Ex NZ Broadcasting Corporation staffmember Derek Morton writes about the actors' workshops, and the early days of Wellington TV station WNTV-1.
If a Kiwi wanted to make something interesting happen on a New Zealand TV screen during the fabulous late 1960s, then Wellington, then the centre of theatre, music and television, was the place to do it.
At WNTV-1 we were joined by keen arrivals from — to mention a few — Auckland (John Barningham), Christchurch (Peter Muxlow, Murray Reece, Tony Isaac, Alun Bollinger and Mike Noonan, plus former Irishmen Des Monaghan and Brian Edwards) and Dunedin (Chris Thomson).

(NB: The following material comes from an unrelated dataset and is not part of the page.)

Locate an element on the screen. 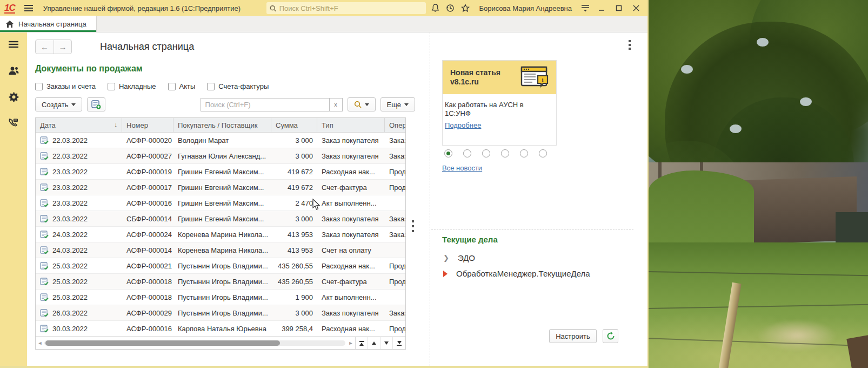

Chris, then in his early 20s, together with Brian Bell and Douglas Drury, established a scheme to get drama up and running, based initially on a series of actors’ workshops. There had been a few earlier drama productions, sometimes clumsy and stodgy, but with fresh vision and energy amongst the small TV staff all seemed new, happening for the first time. Lively innovations in documentaries, studio music shows and current affairs— all could take off and fly.
The esprit de corps was strong. Camera, editing, and staging people, plus writers, directors, producers and actors, felt enlivened by possible screen breakouts. Many of them were later to become major contributors to screen production elsewhere.
Chris produced and directed (yes, both — looking after all the logistical details always went along with the creative job then) a number of individual plays, then series The Alpha Plan, then The Killing of Kane, shot on colour film. In the film editing suite at WNTV-1, as Mike Horton hacked away at it, we were cutting 120 minutes of drama next door, shot on the sly (it screened over six episodes on Kid Set). Both productions used a camera crane we’d built independently, outside and beyond the resources of the NZ Broadcasting Corporation.
Such a freewheeling approach was soon brought into line by Head Office. The NZBC, some years earlier, had been the NZBS [the NZ Broadcasting Service], a government department. Soon proper order was restored, in civil service style, to return control to accountants and desk wallahs, and ensure less time was spent on such frivolous matters as storytelling or character development, and more on the serious businesss of haggling with accounts clerks.
Confined by a shorter leash, many of the most active and capable production people on staff gave up, and headed to more fertile environments, where, arriving with the same enthusiasm they'd brought to WNTV-1 years before, they soon flourished and created good stuff, mostly in Australia. David Stevens, John Barningham and Des Monaghan, for example, all had considerable input into major TV drama and film — as did Chris Thomson.
After 1915 and many other productions, he directed The Rainbow Warrior Conspiracy only a few years after the actual events. The fact that this quintessentially New Zealand story was an Australian 7 network production rather than a New Zealand one speaks volumes (incidentally, Rainbow Warrior director of photography Andrew Lesnie crossed the Tasman again years later to shoot the first of many hobbits).
Some courageous battlers remained on the payroll of New Zealand television, and managed to bring worthwhile drama to local screens (The Governor, Pukemanu, Moynihan, Roche, Erebus: the Aftermath etc). But that first flush of creative innovation, excitement and bloody good fun soon became just a memory, now retained only by those who survive.
- Australian-based Kiwi Derek Morton began working at the NZ Broadcasting Corporation in the early 1960s. He has worked as a cameraman, director (The Dominant Species, Roche) and writer (Carry Me Back), and run his own production company.